Contenting themselves, for the most part, with the milder chastisements of imprisonment, exile, or slavery in the mines, they left the unhappy victims of their justice some reason to hope, that a prosperous event, the accession, the marriage, or the triumph of an emperor, might speedily restore them, by a general pardon, to their former state.
Sherry was still in mild disgrace and, with her hands wrapped in acriflavine bandages, she was left in the whaleboat to keep Angelo company.
The old Japan hands who still controlled postsurrender planning anticipated a mild reform agenda at best.
This is a tonic to the kidneys, as well as a diuretic and alterative, and is a mild, but very efficient remedy.
Air Force itself, were suffering a mild form of anomia - the loss of the ability to name an object correctly - as evidenced by their failure to recognize such obviously common things as weather balloons, planets, comets, etc.
However, should it prove too mild in its aperient effects, small doses of Dr.
Burr, himself a victim of mild bibliomania, took most interest in the loaded shelves, along which his eyes travelled with rapid discrimination.
As always she was uncomfortable listening to the mild bickering between Seth and Rhoda, even while she understood the tensions under which they both lived these days.

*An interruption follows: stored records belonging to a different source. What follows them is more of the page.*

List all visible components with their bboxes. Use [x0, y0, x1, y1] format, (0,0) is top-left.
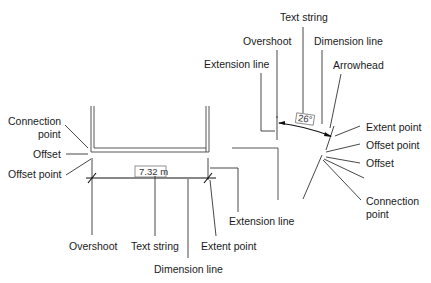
leader-arrowhead: [330, 74, 341, 128]
label-dimension-line-angular: Dimension line: [314, 35, 383, 47]
label-connection-point-1: Connection: [8, 115, 61, 127]
leader-connection-point: [65, 125, 88, 148]
arrowhead-left: [278, 121, 285, 125]
label-arrowhead: Arrowhead: [333, 59, 384, 71]
leader-offset-point: [66, 159, 91, 175]
wall-left: [91, 106, 94, 152]
label-extent-point: Extent point: [201, 240, 257, 252]
wall-bottom: [91, 148, 209, 152]
label-extension-line: Extension line: [229, 215, 295, 227]
linear-dimension-group: 7.32 m Connection point Offset Offset po…: [8, 106, 295, 275]
label-overshoot: Overshoot: [69, 240, 118, 252]
angled-wall: [303, 155, 322, 199]
label-text-string: Text string: [131, 240, 179, 252]
label-offset-angular: Offset: [366, 157, 394, 169]
label-text-string-angular: Text string: [280, 11, 328, 23]
leader-extension-line: [210, 168, 238, 212]
leader-extension-line-angular: [261, 73, 275, 131]
wall-right: [206, 106, 209, 152]
label-offset-point: Offset point: [8, 168, 62, 180]
label-connection-point-angular-1: Connection: [366, 195, 419, 207]
leader-offset-extra: [324, 159, 364, 178]
label-dimension-line: Dimension line: [154, 263, 223, 275]
label-overshoot-angular: Overshoot: [243, 35, 292, 47]
leader-extent-point: [335, 126, 360, 136]
label-offset-point-angular: Offset point: [366, 139, 420, 151]
angular-dimension-group: 26° Text string Overshoot Dimension line…: [204, 11, 422, 220]
dimension-anatomy-diagram: 7.32 m Connection point Offset Offset po…: [0, 0, 431, 283]
label-connection-point-2: point: [38, 128, 61, 140]
label-connection-point-angular-2: point: [366, 208, 389, 220]
angular-dimension-arc: [279, 123, 331, 136]
label-extent-point-angular: Extent point: [366, 121, 422, 133]
label-extension-line-angular: Extension line: [204, 58, 270, 70]
leader-offset-point: [326, 144, 360, 152]
leader-connection-point-angular: [323, 160, 361, 200]
dimension-value: 7.32 m: [139, 166, 168, 177]
leader-extent-point: [210, 180, 216, 236]
extension-line-angled: [326, 126, 334, 150]
label-offset: Offset: [33, 148, 61, 160]
angle-value: 26°: [297, 112, 313, 125]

In another few years, so they said, weather control would be installed on Bocca, and the storms would be scheduled and milder.
The business of the Book Fair continued, and she maneuvered through it in a fog, words like print run, cover art, and mild bookish jokes, washing over her.
She thought alfalfa tea would be good, since it was generally stimulating and refreshing, with some borage flowers and leaves, which made a healthful tonic, and gillyflowers for sweetness and a mild spicy taste.
Mildred because he thought she would tell Bunchy, and he wanted to be independent.
The mild changes of the season, in that lovely clime, affected it not.
If the entire Coven was not present at the appointed hour, she would see to it that they were punished with some mild form of the Vagaries.
They sat down on the hard sand under the cliff at Cush and watched the waves breaking softly and the haze on the horizon and the mild sky.